On Monday it was called the Wall Street bailout and on Friday they called it the Emergency Economic Stabilization Act, but no matter what it was called, the bill was still not the right solution for the problems I see on Wall Street and so I voted no for a second time.

However, this second time the bill, H.R. 1424, passed the House by a vote of 263 to 171.

As I reflect on this I don’t see how anyone could think that taking a bill that already was weak in a lot of places and will expose taxpayers to $700 billion more dollars in debt can be improved by adding on another $150 billion. And all of this spending is “unpaid for” – it will be added directly to the national debt. In effect we’re mortgaging the future (something that should belong to our children and grand children) and turning to China and other foreign nations to finance it. We could be putting ourselves and our children in a position where we no longer have effective control over our own country’s financial system. They could be in a position to buy our country’s best assets and we won’t have a lot of options for preventing it.

Keep in mind that the national debt has grown by more than $4 trillion during the Bush presidency. It’s increased by almost 75 percent to nearly $10 trillion dollars. The bailout bill will probably add billions more, though the president and others say lots of it “will be paid back.” I certainly hope so, but I’m not optimistic about it.

Also buried in the bailout bill was a provision to raise the national debt ceiling to $11.315 trillion, and it was only two months ago that President Bush signed legislation raising it to $10.615 trillion. Keep in mind that the interest alone on the debt in fiscal 2008 totaled $431 billion, about $1,400 for every man, woman and child in America.

Now that the president has signed this massive new spending bill into law the Secretary of the Treasury will be able to begin buying any kind of “bad debt” he thinks should be removed from the books of a variety of private sector firms. His power to make these decisions is virtually unrestrained and there’s no doubt in my mind that one of the things he’s going to buy on behalf of you and me is something called a credit default swaps contract.

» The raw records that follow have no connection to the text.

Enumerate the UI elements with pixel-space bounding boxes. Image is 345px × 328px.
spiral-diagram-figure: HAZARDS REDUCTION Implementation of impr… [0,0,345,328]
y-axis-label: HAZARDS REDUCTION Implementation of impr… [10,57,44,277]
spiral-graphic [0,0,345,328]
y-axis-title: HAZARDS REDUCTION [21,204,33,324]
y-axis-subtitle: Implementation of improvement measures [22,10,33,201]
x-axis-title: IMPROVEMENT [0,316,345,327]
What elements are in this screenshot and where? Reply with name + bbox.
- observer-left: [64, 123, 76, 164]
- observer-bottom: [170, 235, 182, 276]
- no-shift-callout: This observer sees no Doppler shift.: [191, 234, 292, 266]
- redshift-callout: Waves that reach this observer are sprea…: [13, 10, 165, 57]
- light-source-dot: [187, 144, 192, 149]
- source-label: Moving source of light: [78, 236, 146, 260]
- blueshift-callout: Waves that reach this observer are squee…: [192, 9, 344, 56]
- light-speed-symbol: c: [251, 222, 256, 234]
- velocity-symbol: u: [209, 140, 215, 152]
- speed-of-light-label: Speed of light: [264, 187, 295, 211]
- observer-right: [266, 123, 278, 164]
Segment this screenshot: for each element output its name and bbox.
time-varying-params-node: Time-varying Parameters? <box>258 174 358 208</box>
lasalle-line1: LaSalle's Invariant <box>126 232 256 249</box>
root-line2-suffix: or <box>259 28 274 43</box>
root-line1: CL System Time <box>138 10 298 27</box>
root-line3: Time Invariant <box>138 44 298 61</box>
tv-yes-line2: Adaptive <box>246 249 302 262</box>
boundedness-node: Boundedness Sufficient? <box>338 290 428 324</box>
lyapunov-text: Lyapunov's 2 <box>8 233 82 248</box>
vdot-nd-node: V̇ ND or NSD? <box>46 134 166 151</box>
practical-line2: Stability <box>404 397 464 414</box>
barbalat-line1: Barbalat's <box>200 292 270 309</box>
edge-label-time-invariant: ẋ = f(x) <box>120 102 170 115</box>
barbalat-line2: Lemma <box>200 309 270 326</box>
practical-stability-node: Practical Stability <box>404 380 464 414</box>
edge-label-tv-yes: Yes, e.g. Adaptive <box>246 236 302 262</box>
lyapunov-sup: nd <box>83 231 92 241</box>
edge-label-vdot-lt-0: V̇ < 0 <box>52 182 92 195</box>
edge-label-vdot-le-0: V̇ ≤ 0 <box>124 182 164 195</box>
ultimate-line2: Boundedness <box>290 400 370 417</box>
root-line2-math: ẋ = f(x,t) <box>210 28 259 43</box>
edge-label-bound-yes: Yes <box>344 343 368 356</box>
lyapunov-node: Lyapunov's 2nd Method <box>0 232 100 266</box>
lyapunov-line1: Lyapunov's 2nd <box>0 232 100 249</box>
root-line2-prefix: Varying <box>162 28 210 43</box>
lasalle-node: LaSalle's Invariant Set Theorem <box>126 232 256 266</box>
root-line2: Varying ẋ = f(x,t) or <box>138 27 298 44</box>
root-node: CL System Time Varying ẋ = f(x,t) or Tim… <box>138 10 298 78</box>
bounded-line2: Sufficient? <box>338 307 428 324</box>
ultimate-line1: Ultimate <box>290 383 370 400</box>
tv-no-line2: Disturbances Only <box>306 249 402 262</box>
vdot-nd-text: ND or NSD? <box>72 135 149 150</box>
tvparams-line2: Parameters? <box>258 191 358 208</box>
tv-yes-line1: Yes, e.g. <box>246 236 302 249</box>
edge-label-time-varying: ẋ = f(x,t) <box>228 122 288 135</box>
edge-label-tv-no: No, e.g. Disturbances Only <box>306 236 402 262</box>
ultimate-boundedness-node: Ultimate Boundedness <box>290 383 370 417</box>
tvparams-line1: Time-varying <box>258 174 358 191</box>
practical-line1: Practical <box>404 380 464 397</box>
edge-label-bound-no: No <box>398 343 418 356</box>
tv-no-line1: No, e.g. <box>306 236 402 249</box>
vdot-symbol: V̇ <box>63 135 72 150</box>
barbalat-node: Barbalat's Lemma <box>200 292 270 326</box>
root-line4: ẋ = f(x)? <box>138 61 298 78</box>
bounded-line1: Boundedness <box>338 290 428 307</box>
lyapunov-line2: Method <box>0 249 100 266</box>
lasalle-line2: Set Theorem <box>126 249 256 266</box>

We have a roughly $60 trillion dollar exposure in the market where they trade these credit default swaps, which most people don’t know anything about. I can tell you this bill does absolutely nothing to protect any of the $700 billion in taxpayer money this bill will allow to be spent from that kind of bad debt.

You might wonder what a credit default swaps contract is – I certainly did the first time I heard the term. Credit default swaps enable lenders (banks and other financial entities) to a company to purchase what amounts to insurance that will protect them if the company defaults on its debts. The number of these contracts in the system has grown at an astonishing rate in recent years and the nominal amount of debt guaranteed by them has risen from a bit more than $600 billion in 2001 to around $60 trillion this year. That’s an increase of a 1,000 percent in only seven years.

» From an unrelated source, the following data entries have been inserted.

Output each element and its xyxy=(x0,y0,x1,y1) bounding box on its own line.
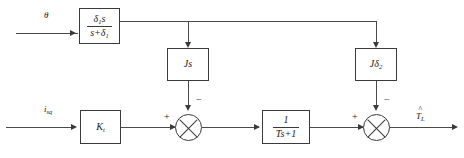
torque-gain-block: Kt xyxy=(80,110,121,144)
gain-to-sum1-line xyxy=(121,127,175,128)
washout-filter-expression: δ1s s+δ1 xyxy=(87,14,112,38)
sum2-left-sign: + xyxy=(352,112,358,122)
washout-filter-block: δ1s s+δ1 xyxy=(79,8,120,44)
summing-junction-2 xyxy=(363,114,390,141)
lag-filter-expression: 1 Ts+1 xyxy=(273,115,299,139)
output-line xyxy=(390,127,456,128)
inertia-delta-output-arrowhead xyxy=(373,105,379,111)
output-hat-accent: ^ xyxy=(418,105,422,114)
current-input-label: isq xyxy=(44,105,52,114)
inertia-s-block: Js xyxy=(167,48,209,81)
current-input-arrowhead xyxy=(71,124,77,130)
lag-input-arrowhead xyxy=(254,124,260,130)
summing-junction-1 xyxy=(175,114,202,141)
sum1-to-lag-line xyxy=(202,127,259,128)
theta-input-arrowhead xyxy=(70,30,76,36)
top-bus-line xyxy=(120,21,377,22)
inertia-delta-label: Jδ2 xyxy=(370,59,382,70)
sum2-top-sign: − xyxy=(384,95,390,105)
theta-input-label: θ xyxy=(44,11,48,20)
output-label: ^TL xyxy=(416,111,425,121)
current-input-line xyxy=(6,127,74,128)
inertia-s-output-arrowhead xyxy=(185,105,191,111)
lag-filter-numerator: 1 xyxy=(273,115,299,127)
washout-numerator: δ1s xyxy=(87,14,112,26)
inertia-s-output-line xyxy=(188,81,189,108)
sum1-top-sign: − xyxy=(196,95,202,105)
torque-gain-label: Kt xyxy=(96,122,104,133)
inertia-delta-output-line xyxy=(376,81,377,108)
sum1-left-sign: + xyxy=(164,112,170,122)
theta-input-line xyxy=(16,33,78,34)
washout-denominator: s+δ1 xyxy=(87,26,112,39)
inertia-delta-block: Jδ2 xyxy=(355,48,397,81)
lag-filter-block: 1 Ts+1 xyxy=(262,110,310,144)
inertia-s-label: Js xyxy=(184,59,192,70)
block-diagram-canvas: θ δ1s s+δ1 Js Jδ2 isq Kt + − 1 Ts+1 xyxy=(0,0,464,158)
output-arrowhead xyxy=(452,124,458,130)
lag-to-sum2-line xyxy=(310,127,363,128)
lag-filter-denominator: Ts+1 xyxy=(273,127,299,140)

Speculators who think a financial firm such as AIG will fail can buy a credit-default swaps contract and they will profit if they are right. And because markets can sometimes behave like a heard of cattle, an increase in the price of a credit default swaps contract outstanding against a particular firm may scare other investors and actually drive down the company’s stock, even though the company’s books are strong.

As we have already seen with the sudden collapse of the insurance firm AIG, there is real reason to be concerned. The collapse of another major firm in the credit default swaps market could set off a chain of problems that would cascade through our economy.

In my opinion these credit default swaps contracts could be the most dangerous things floating around in our financial system and the way things are set up right now nobody can tell for sure what those swaps traders are up to. We need our regulators to be able to see what’s going on there. We need a revised system – something along the lines of what we do in the commodities markets – to provide transparency and accountability for both buyers and sellers. The bill that I opposed today doesn’t do any of that.